In-Transit or not In-Transit

Under the Law, even before the Court handed its decision, the following was known:
1. The interception of an email when in transit between the sender (after he pressed the “Send” button) and the recipient - constitutes eavesdropping on a conversation.

2. Copying an email after the recipient has pressed the “Receive” button and downloaded the email to his computer - constitutes seizure of computer material (defined as an “object”) under a search warrant.
The question which remained open was what happens in the interim - after the sender presses “Send” but before the recipient presses “Receive” - when the email is stored in the Internet Service Provider’s servers. Does this temporary storage change the nature of the material being copied from a “conversation” to an “object”.

US - Email May Not Be Intercepted

The question of the nature of intercepting email temporarily stored in ISP servers was discussed in the US in the Councilman case, which dealt with a lawsuit against an owner of a user books business, who developed a program for the interception of email sent to its customers from Amazon.com.
The question, under the US Electronic Communications Privacy Act (ECPA) was whether the storage in the servers of the ISP is electronic storage which constitutes an exception to the prohibition by law on the interception of electronic communications.

The US Court of Appeals (1st Circuit) held that temporary storage in the servers of the ISP, being an integral part of the progress of the email transmission does not change the nature of the action from electronic communications to electronic storage. Thus - the interception of email at this stage is prohibited by law. The Court stated this in accordance with the intention of the legislator because the law itself did not provide the solution.

Australian Case law

Following much criticism, the Telecommunications (Interception) Amendment Act was enacted in 2006 to prohibit the interception of electronic communications “in transit” except by a warrant which would be given only in grave circumstances.

The law distinguishes between “stored communications” and communications “in transit”, defined as motion in real-time, and includes temporary or incidental storage by an ISP. The law defines the time of motion explicitly as the time between being sent by the sender and the moment it becomes accessible by the recipient. The law differentiates and creates a scale in accordance with specific criteria, between an ordinary search, a search of “stored communications” and the “interception of communications during transit”.

And the Ball is in the Legislator’s Court…

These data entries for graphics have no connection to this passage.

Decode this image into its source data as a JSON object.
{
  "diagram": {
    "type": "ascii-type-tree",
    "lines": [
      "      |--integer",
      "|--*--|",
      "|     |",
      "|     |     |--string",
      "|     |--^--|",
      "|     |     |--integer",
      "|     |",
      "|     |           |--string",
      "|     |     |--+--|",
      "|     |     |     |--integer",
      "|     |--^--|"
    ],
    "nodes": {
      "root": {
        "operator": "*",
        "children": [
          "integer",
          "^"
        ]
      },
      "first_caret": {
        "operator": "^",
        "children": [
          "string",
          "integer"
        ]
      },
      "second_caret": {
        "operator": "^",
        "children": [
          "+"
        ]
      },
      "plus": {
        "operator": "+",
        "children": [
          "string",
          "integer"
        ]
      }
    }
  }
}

The decisions made by the District Court of Tel-Aviv in February 2007 properly interpret the language of the law in accordance with its purpose - the protection of the right to privacy which enjoys constitutional protection in Israel. It also contributed to the protection of email communications which have become an integral part of our lives and our culture. In the absence of a clear solution in the wording of the law, the Court turned to interpretation. The Court noted that limitations or technological limitations requiring the storage of email in a server en route between the sender and the recipient do not change the nature of the action as a conversation.

If a person travels from Tel-Aviv to Haifa, asks the Court, will a stop-over on the way to put gasoline in the car change the nature of the action as a drive from Tel-Aviv to Haifa? The Court answered - No. This is also the case with regard to the ISP servers. This decision is similar to that of the US Court of Appeals in the Councilman case. In that case even the dissenting opinion did not disagree that the Court’s solution was correct - but held differently as it believed that it is not the Court’s role to provide this solution - but rather that of the legislature.